First Blood is a narrower experience, a somber action-suspense tale to be seen in the right frame of mind. It’s still great! It’s just not as robust as Rocky. Then you get into the other Rambo movies, which don’t care as much about First Blood’s central interests, and which, over time, pull a Die Hard and turn to increasingly outré set pieces and feats of superhuman badassery, each undermining what makes the first movie work so well. Not that you should eschew the sensational delights of watching a man drive a tank into a helicopter, or rip out a dude’s throat with his bare hands, but these things are not the stuff of First Blood. They don’t fit into the narrative it sets for Rambo.

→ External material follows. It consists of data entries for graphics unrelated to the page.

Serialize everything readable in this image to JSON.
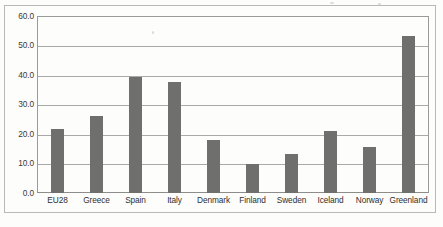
{
  "chart_data": {
    "type": "bar",
    "title": "",
    "subtitle": "",
    "xlabel": "",
    "ylabel": "",
    "categories": [
      "EU28",
      "Greece",
      "Spain",
      "Italy",
      "Denmark",
      "Finland",
      "Sweden",
      "Iceland",
      "Norway",
      "Greenland"
    ],
    "values": [
      21.7,
      26.1,
      39.7,
      37.7,
      18.2,
      10.0,
      13.3,
      21.0,
      15.8,
      53.5
    ],
    "ylim": [
      0.0,
      60.0
    ],
    "ytick_labels": [
      "60.0",
      "50.0",
      "40.0",
      "30.0",
      "20.0",
      "10.0",
      "0.0"
    ],
    "ytick_values": [
      60.0,
      50.0,
      40.0,
      30.0,
      20.0,
      10.0,
      0.0
    ],
    "grid": true,
    "legend": "none",
    "series_color": "#6f6f6d",
    "gridline_color": "#a9a9a7",
    "axis_color": "#9a9a98",
    "background_color": "#fdfdfc"
  }
}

You can make much the same argument about Rocky’s progeny, though these, at least, have the good grace to wait to go off the deep end until about Rocky IV. (Rocky III is at the precipice of the franchise’s tipping point. Arguably, it’s worse than IV, but you can decide for yourself if that’s an argument you feel is worth having.) But when the Rocky films circle back around to what makes the series function, first in 2006’s Rocky Balboa, then in Creed, the comeback has ballast that '08 Rambo lacks. Abruptly, we’re reminded of Rocky’s essence, through Rocky as well as Adonis, the protagonist for the series in our current moment. As Rocky dealt with class, so does Creed, also touching on race in America, filtering its emotional power through Adonis’ guiding purpose: to prove that he’s “not a mistake.” Try watching that moment, caught during the film’s final fight, without getting a lump in your throat.

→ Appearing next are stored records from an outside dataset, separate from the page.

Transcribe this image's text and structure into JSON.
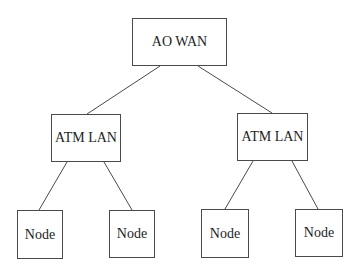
{
  "diagram": {
    "type": "tree",
    "root": {
      "label": "AO WAN",
      "box": {
        "x": 132,
        "y": 18,
        "w": 95,
        "h": 48
      }
    },
    "lans": [
      {
        "label": "ATM LAN",
        "box": {
          "x": 51,
          "y": 114,
          "w": 70,
          "h": 48
        },
        "nodes": [
          {
            "label": "Node",
            "box": {
              "x": 17,
              "y": 210,
              "w": 46,
              "h": 49
            }
          },
          {
            "label": "Node",
            "box": {
              "x": 109,
              "y": 210,
              "w": 46,
              "h": 48
            }
          }
        ]
      },
      {
        "label": "ATM LAN",
        "box": {
          "x": 237,
          "y": 113,
          "w": 71,
          "h": 48
        },
        "nodes": [
          {
            "label": "Node",
            "box": {
              "x": 201,
              "y": 209,
              "w": 48,
              "h": 49
            }
          },
          {
            "label": "Node",
            "box": {
              "x": 295,
              "y": 209,
              "w": 48,
              "h": 48
            }
          }
        ]
      }
    ],
    "edges": [
      {
        "from": "AO WAN",
        "to": "ATM LAN (left)",
        "x1": 160,
        "y1": 66,
        "x2": 87,
        "y2": 114
      },
      {
        "from": "AO WAN",
        "to": "ATM LAN (right)",
        "x1": 198,
        "y1": 66,
        "x2": 272,
        "y2": 113
      },
      {
        "from": "ATM LAN (left)",
        "to": "Node 1",
        "x1": 67,
        "y1": 162,
        "x2": 39,
        "y2": 210
      },
      {
        "from": "ATM LAN (left)",
        "to": "Node 2",
        "x1": 104,
        "y1": 162,
        "x2": 132,
        "y2": 210
      },
      {
        "from": "ATM LAN (right)",
        "to": "Node 3",
        "x1": 253,
        "y1": 161,
        "x2": 225,
        "y2": 209
      },
      {
        "from": "ATM LAN (right)",
        "to": "Node 4",
        "x1": 292,
        "y1": 161,
        "x2": 318,
        "y2": 209
      }
    ],
    "colors": {
      "line": "#4a4a4a",
      "text": "#1e1e1e",
      "background": "#ffffff"
    }
  }
}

Emotion, not brawn, is where Rocky draws its power. Boxing sequences make up part of the franchise’s thrill; you watch these movies for the sparring, in part, or else you’ll have very little reason to watch them at all. But unlike Rambo, an action series supported by character and emotion, Rocky is driven by character and emotion, and supported by boxing. Watching men trade punches in the ring is part of the pleasure of Rocky, but it’s not the foundation of the story, and that, above all else, is why Rocky endures and continues to asserts its relevance well past the birth of the franchise.